ClearSpace-1 mission kicks off
Work has just begun on building the first satellite that can capture and deorbit space debris. Making the space activities more sustainable is a huge responsibility – one that the European Space Agency has entrusted to EPFL startup ClearSpace.
As the ink dries on the contract of the Preliminary Autorization to Proceed with the European Space Agency (ESA), the ClearSpace-1 mission is getting under way. One short year ago, ESA selected EPFL startup ClearSpace to lead a European consortium that will develop technologies to capture and deorbit space debris. It is an unprecedented decision in many ways. First, in a sector dominated by government agencies and other major industry players, selecting a startup for such a role is unusual. Furthermore, this is the first time a space agency has selected and funded a program to recover one of the many objects left in space. The consortium’s first task will be to capture part of the upper stage of the Vega rocket – which ESA has left in 2013 and is currently orbiting the Earth at an altitude of 660 kilometers – and ensure it re-enters the atmosphere in a controlled manner. ClearSpace-1 is scheduled for launch in 2025.
The startup, which is responsible for planning the project, has been very busy over the past year, and its workforce has quadrupled from five to more than 20. Eight countries are involved in the project: Switzerland, the UK, the Czech Republic, Germany, Poland, Portugal, Romania and Sweden. Microsoft is also providing support through its Global Social Entrepreneurship program, and ClearSpace is still looking for additional sponsors for the mission. Since the start of the year, the company has been working hard to reorganize its industrial team, assessing the know-how it needs, hiring the right people and coming up with a detailed proposal, which ESA has just approved.
“We launched a call for tenders, and more than 50 companies from across Europe applied,” says Luc Piguet, CEO of ClearSpace and an EPFL alumnus with an Electrical Engineering degree. “We selected around 20 partners from all of the participating countries, including four companies here in Switzerland, as well as EPFL, the Vaud School of Management and Engineering (HEIG-VD) and the University of Bern’s Astronomical Institute (AIUB).” The ClearSpace-1 team has until March 2021 to design the satellite, plan the mission, define all the sub-systems, and so on.
Dangerous projectiles
The startup is the result of a long-term project that began in 2012 at the EPFL Space Center (eSpace). Already, the aim of the initial CleanSpace-1 initiative was to develop technologies to capture and deorbit obsolete space objects – such as out-of-use satellites, rocket stages, parts of solar panels, and loose nuts and bolts – that had been put into orbit over the past 60 years and that are now filling up the space immediately above the Earth. These objects orbit our planet at a speed of 28,000 kmph, making them dangerous projectiles for working satellites and astronauts at the international space station. That’s why, in addition to deorbiting future satellites at the end of their useful life, space agencies need to find ways to get rid of the space satellites and debris already up there.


PROBLEM REQUIREMENTS:
Print, exactly as they stand, the lines below from the one that has "Extract all elements" to the one that has "Localize all elements.", inclusive, leaving out the pictures.

Segment Start: DATA FOR PROCESSING

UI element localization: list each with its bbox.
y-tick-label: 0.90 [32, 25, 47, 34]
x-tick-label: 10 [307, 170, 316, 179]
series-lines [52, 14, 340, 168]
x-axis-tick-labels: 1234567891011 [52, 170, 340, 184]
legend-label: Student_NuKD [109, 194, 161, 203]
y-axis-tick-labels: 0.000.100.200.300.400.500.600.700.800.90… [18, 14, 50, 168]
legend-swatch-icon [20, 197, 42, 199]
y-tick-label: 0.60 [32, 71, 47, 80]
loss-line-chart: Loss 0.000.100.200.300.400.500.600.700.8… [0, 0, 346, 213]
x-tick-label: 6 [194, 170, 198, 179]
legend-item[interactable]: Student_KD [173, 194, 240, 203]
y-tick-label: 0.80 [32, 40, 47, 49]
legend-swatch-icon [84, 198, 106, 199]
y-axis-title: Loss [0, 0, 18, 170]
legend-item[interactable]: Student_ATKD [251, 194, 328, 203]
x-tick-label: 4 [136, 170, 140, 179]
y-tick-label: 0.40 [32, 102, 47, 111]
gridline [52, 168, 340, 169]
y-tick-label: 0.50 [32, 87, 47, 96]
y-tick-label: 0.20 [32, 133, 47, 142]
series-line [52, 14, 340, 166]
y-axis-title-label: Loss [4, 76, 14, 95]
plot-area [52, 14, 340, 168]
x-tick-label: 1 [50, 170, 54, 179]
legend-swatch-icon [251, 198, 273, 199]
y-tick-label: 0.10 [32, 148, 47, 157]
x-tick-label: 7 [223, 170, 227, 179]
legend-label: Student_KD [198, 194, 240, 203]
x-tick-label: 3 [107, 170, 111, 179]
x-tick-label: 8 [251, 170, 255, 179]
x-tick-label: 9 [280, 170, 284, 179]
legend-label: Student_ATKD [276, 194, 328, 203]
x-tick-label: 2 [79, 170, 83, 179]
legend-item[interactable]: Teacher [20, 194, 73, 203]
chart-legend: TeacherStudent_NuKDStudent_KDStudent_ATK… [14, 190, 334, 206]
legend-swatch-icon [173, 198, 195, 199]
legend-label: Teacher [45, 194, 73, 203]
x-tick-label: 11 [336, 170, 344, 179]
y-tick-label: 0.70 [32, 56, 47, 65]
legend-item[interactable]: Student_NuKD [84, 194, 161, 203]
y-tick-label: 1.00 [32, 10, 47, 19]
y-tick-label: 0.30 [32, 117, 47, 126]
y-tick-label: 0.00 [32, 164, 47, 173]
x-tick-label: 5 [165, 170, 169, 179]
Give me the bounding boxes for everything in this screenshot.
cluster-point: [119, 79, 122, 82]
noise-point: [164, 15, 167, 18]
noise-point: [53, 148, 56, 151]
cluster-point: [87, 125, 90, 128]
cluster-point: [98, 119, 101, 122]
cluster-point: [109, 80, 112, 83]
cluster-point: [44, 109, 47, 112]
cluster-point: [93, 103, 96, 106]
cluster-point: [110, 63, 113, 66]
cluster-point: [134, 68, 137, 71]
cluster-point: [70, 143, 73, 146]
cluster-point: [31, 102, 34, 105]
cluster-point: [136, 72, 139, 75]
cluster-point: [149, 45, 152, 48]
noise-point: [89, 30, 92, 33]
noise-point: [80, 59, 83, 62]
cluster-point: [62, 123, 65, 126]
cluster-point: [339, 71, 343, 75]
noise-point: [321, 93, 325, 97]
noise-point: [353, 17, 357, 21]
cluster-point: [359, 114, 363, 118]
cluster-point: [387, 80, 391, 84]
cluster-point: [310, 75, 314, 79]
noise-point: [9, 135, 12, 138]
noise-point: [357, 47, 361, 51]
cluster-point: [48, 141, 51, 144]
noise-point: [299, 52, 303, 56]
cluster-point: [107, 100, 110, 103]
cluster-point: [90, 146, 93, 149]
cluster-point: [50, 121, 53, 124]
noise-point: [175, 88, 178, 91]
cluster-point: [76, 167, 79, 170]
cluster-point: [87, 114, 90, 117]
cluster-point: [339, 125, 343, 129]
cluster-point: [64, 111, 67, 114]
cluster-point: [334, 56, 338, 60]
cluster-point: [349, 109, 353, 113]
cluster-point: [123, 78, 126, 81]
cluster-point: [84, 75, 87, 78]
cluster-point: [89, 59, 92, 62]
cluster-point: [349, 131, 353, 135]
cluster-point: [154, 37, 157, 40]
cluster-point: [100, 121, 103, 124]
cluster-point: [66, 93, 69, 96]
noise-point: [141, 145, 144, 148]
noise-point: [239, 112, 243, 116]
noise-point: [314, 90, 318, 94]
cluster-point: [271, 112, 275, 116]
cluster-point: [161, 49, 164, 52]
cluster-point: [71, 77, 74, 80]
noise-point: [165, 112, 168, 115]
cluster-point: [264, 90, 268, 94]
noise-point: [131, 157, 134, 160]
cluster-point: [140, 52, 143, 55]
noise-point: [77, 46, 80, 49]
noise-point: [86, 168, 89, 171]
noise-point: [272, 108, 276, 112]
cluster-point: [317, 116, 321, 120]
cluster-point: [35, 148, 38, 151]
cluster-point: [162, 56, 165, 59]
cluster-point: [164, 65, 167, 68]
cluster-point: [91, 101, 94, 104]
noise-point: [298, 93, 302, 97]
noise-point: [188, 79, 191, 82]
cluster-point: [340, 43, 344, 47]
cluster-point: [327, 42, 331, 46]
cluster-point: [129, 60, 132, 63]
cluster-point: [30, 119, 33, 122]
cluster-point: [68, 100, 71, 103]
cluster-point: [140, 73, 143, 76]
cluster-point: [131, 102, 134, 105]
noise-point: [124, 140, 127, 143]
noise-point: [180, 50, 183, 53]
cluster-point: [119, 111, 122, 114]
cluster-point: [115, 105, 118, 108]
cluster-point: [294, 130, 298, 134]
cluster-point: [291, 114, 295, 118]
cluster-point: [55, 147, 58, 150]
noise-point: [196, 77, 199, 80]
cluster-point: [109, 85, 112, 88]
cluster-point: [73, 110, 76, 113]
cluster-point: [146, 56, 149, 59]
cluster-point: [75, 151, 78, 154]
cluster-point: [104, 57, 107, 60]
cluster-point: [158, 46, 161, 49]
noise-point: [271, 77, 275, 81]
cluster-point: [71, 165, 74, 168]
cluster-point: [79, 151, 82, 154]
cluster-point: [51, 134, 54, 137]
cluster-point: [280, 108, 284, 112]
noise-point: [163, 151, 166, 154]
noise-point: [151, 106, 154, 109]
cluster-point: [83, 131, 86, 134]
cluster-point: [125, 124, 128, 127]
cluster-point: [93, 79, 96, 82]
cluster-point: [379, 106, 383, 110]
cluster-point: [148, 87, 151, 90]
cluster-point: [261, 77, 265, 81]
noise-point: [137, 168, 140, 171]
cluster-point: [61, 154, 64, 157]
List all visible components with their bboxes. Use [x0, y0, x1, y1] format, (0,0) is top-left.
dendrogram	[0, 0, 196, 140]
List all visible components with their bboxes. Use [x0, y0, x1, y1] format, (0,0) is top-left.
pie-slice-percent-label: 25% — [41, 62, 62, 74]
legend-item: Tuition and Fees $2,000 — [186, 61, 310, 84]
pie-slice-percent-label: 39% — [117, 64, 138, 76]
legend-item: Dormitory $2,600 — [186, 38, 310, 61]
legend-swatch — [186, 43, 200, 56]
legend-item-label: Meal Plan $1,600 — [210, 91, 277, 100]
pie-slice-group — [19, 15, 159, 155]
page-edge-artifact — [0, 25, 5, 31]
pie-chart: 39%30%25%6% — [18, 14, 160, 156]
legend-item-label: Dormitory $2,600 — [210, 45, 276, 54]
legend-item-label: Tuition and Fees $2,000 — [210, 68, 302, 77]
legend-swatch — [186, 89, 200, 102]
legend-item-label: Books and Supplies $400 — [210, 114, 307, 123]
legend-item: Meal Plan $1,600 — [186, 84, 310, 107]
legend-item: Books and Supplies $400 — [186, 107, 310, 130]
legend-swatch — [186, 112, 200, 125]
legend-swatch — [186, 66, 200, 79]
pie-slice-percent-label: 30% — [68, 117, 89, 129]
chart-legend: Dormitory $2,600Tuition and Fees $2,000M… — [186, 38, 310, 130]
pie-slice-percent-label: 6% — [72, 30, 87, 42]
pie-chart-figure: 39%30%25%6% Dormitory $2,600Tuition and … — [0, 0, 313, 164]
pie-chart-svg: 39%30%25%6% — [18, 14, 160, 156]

Segment End: DATA FOR PROCESSING
Segment Start: DATA FOR PROCESSING

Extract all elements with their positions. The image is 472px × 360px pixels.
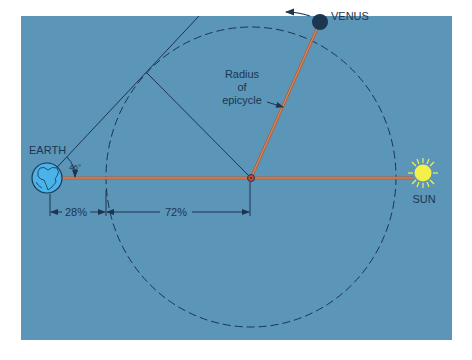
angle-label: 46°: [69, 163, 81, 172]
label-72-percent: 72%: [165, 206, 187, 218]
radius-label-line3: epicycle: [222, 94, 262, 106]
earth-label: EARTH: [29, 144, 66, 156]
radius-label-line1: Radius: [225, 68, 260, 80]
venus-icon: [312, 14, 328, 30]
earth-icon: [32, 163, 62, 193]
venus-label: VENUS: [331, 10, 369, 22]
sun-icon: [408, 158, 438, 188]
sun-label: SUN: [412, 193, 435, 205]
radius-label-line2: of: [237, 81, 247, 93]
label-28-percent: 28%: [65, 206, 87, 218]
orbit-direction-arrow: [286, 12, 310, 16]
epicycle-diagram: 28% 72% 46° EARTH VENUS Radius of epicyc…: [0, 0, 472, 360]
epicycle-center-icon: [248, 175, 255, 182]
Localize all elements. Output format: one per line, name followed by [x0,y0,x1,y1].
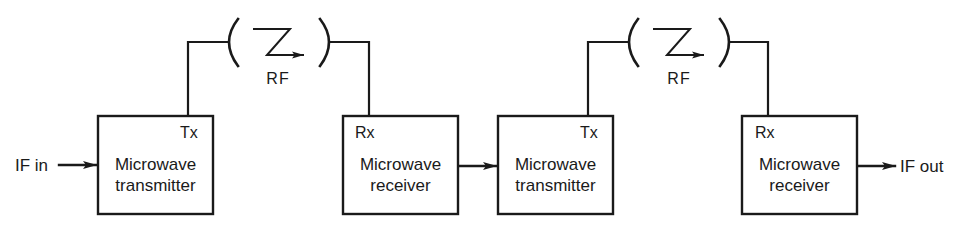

Segment End: DATA FOR PROCESSING

THE ANSWER:
Extract all elements with their positions. The image is 472px × 360px pixels.
angle-label: 46°: [69, 163, 81, 172]
label-72-percent: 72%: [165, 206, 187, 218]
radius-label-line3: epicycle: [222, 94, 262, 106]
earth-label: EARTH: [29, 144, 66, 156]
radius-label-line1: Radius: [225, 68, 260, 80]
venus-icon: [312, 14, 328, 30]
earth-icon: [32, 163, 62, 193]
venus-label: VENUS: [331, 10, 369, 22]
sun-icon: [408, 158, 438, 188]
sun-label: SUN: [412, 193, 435, 205]
radius-label-line2: of: [237, 81, 247, 93]
label-28-percent: 28%: [65, 206, 87, 218]
orbit-direction-arrow: [286, 12, 310, 16]
epicycle-diagram: 28% 72% 46° EARTH VENUS Radius of epicyc…: [0, 0, 472, 360]
epicycle-center-icon: [248, 175, 255, 182]
Localize all elements. Output format: one per line, name followed by [x0,y0,x1,y1].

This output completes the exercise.